The outcry from trade unions against the 3% pay increase awarded to public office-bearers is a bit rich coming from unions whose public sector members recently won a 7.5% increase for this year. But they have a point.
There is something tone deaf about the pay increase for office-bearers, who include ministers, parliamentarians and other politicians as well as judges. The increase goes against Treasury’s recommendation of a 1.5% increase. It will add more millions to the R37bn of unbudgeted extra expenditure which the government’s wage settlement with public sector unions is already going to cost it. It doesn’t make finance minister Enoch Godongwana’s task of stabilising public debt any easier at a time when the outlook for economic growth and tax collections is not looking good. Nor is there much reason to expect it will do anything to improve the services the government delivers to SA’s citizens, especially to its poor.
One might hope the politicians and political appointees who count as public office-bearers would do a better job of running the country if they have a bit more in their collective pockets. But they are not front-line teachers or nurses, nor are they the senior civil servants who run government departments and are responsible for implementing government policy. Those senior civil servants are not covered by the public sector wage deal nor by the dispensation for public office-bearers and they have got the short straw in recent years, often getting no pay hikes at all.
It is worth noting that the 7.5% the unionised workers won was really 3.3% because it incorporated a cash gratuity awarded last year that had been due to end this year. And with inflation projected to stay well above 4.5% for a year or more, these pay hikes don’t compensate for the cost of living. But the government still cannot afford them. The government’s personnel costs are well over a third of its total spending and have been one of the leading drivers of its ballooning debt over the past decade.
Efforts have been made to rein in the wage bill in the past three years, but this has often come at the expense of front-line staff and service delivery. Godongwana made it clear earlier this year that the unbudgeted pay hikes would mean there would have to be trade-offs. Non-critical posts would not be filled and public entities and public programmes would have to be cut.
In this environment it is not clear why the independent commission, which determines pay for public office-bearers, recommended a 3.8% increase nor why President Cyril Ramaphosa signed off on an increase that was only slightly lower at 3%. Some of the office-bearers no doubt have scarce skills — judges for example — but most of the others are simply political appointees or elected officials, some of whom won’t even be there after next year’s general election.
A review of the whole structure of the public service is urgently needed, and that must include a review of the bloated size of the cabinet and its related office-bearers and pay structures as well as the multiple public enterprises and public entities beyond government itself. With SA’s economy in decline and it’s fiscal position as fragile as ever, it is time for tough decisions on personnel and pay.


Skip the images and copy each record exactly as written.
*** DATA SHOWN Section Begins ***
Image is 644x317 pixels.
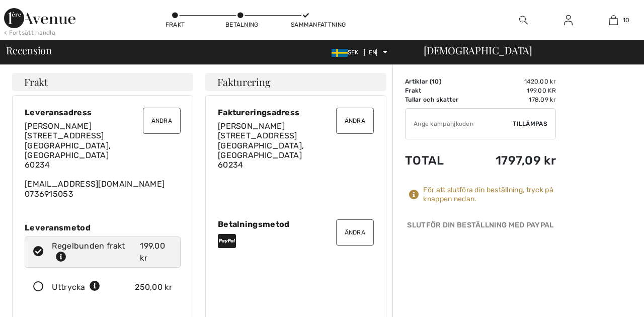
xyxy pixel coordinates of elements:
[336,108,375,134] button: Ändra
[24,75,48,88] font: Frakt
[24,130,104,141] font: [STREET_ADDRESS]
[336,219,375,246] button: Ändra
[52,282,85,292] font: Uttrycka
[406,109,513,139] input: Kampanjkod
[496,153,556,167] font: 1797,09 kr
[579,286,634,311] iframe: Opens a widget where you can find more information
[369,49,376,55] font: EN
[519,14,528,26] img: sök på webbplatsen
[347,49,359,55] font: SEK
[405,87,422,94] font: Frakt
[217,75,270,88] font: Fakturering
[218,141,304,159] font: [GEOGRAPHIC_DATA], [GEOGRAPHIC_DATA]
[165,22,185,28] font: Frakt
[524,78,556,85] font: 1420,00 kr
[135,282,172,292] font: 250,00 kr
[564,14,573,26] img: Min information
[6,43,52,57] font: Recension
[143,108,181,134] button: Ändra
[4,29,55,37] font: < Fortsätt handla
[140,241,165,263] font: 199,00 kr
[24,222,90,233] font: Leveransmetod
[345,229,366,235] font: Ändra
[407,220,553,229] font: Slutför din beställning med PayPal
[218,219,290,229] font: Betalningsmetod
[423,186,553,203] font: För att slutföra din beställning, tryck på knappen nedan.
[218,159,243,170] font: 60234
[24,141,111,159] font: [GEOGRAPHIC_DATA], [GEOGRAPHIC_DATA]
[218,108,299,117] font: Faktureringsadress
[218,121,284,130] font: [PERSON_NAME]
[405,234,556,257] iframe: PayPal
[24,189,73,199] font: 0736915053
[439,78,441,85] font: )
[405,153,444,167] font: Total
[291,22,345,28] font: Sammanfattning
[527,87,556,94] font: 199,00 kr
[24,159,51,170] font: 60234
[556,14,580,26] a: Logga in
[622,17,630,23] font: 10
[405,78,432,85] font: Artiklar (
[405,96,458,103] font: Tullar och skatter
[24,121,92,130] font: [PERSON_NAME]
[151,117,173,124] font: Ändra
[225,22,258,28] font: Betalning
[331,49,347,57] img: Svenska Frona
[432,78,439,85] font: 10
[529,96,556,103] font: 178,09 kr
[345,117,366,124] font: Ändra
[24,108,92,117] font: Leveransadress
[24,179,164,189] font: [EMAIL_ADDRESS][DOMAIN_NAME]
[513,120,547,128] font: Tillämpas
[218,130,298,141] font: [STREET_ADDRESS]
[423,43,532,57] font: [DEMOGRAPHIC_DATA]
[52,241,125,250] font: Regelbunden frakt
[609,14,618,26] img: Min väska
[591,14,636,26] a: 10
[4,8,75,28] img: 1ère Avenue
*** DATA SHOWN Section Ends ***
--- THE COMPLETED TASK ---
Image is 644x317 pixels.
xyxy pixel coordinates of elements:
[336,108,375,134] button: Ändra
[24,75,48,88] font: Frakt
[24,130,104,141] font: [STREET_ADDRESS]
[336,219,375,246] button: Ändra
[52,282,85,292] font: Uttrycka
[406,109,513,139] input: Kampanjkod
[496,153,556,167] font: 1797,09 kr
[579,286,634,311] iframe: Opens a widget where you can find more information
[369,49,376,55] font: EN
[519,14,528,26] img: sök på webbplatsen
[347,49,359,55] font: SEK
[405,87,422,94] font: Frakt
[217,75,270,88] font: Fakturering
[218,141,304,159] font: [GEOGRAPHIC_DATA], [GEOGRAPHIC_DATA]
[165,22,185,28] font: Frakt
[524,78,556,85] font: 1420,00 kr
[135,282,172,292] font: 250,00 kr
[564,14,573,26] img: Min information
[6,43,52,57] font: Recension
[143,108,181,134] button: Ändra
[4,29,55,37] font: < Fortsätt handla
[140,241,165,263] font: 199,00 kr
[24,222,90,233] font: Leveransmetod
[345,229,366,235] font: Ändra
[407,220,553,229] font: Slutför din beställning med PayPal
[218,219,290,229] font: Betalningsmetod
[423,186,553,203] font: För att slutföra din beställning, tryck på knappen nedan.
[218,159,243,170] font: 60234
[24,141,111,159] font: [GEOGRAPHIC_DATA], [GEOGRAPHIC_DATA]
[218,108,299,117] font: Faktureringsadress
[218,121,284,130] font: [PERSON_NAME]
[405,234,556,257] iframe: PayPal
[24,189,73,199] font: 0736915053
[439,78,441,85] font: )
[405,153,444,167] font: Total
[291,22,345,28] font: Sammanfattning
[527,87,556,94] font: 199,00 kr
[24,159,51,170] font: 60234
[556,14,580,26] a: Logga in
[622,17,630,23] font: 10
[405,78,432,85] font: Artiklar (
[405,96,458,103] font: Tullar och skatter
[24,121,92,130] font: [PERSON_NAME]
[151,117,173,124] font: Ändra
[225,22,258,28] font: Betalning
[331,49,347,57] img: Svenska Frona
[432,78,439,85] font: 10
[529,96,556,103] font: 178,09 kr
[345,117,366,124] font: Ändra
[24,108,92,117] font: Leveransadress
[24,179,164,189] font: [EMAIL_ADDRESS][DOMAIN_NAME]
[513,120,547,128] font: Tillämpas
[218,130,298,141] font: [STREET_ADDRESS]
[423,43,532,57] font: [DEMOGRAPHIC_DATA]
[52,241,125,250] font: Regelbunden frakt
[609,14,618,26] img: Min väska
[591,14,636,26] a: 10
[4,8,75,28] img: 1ère Avenue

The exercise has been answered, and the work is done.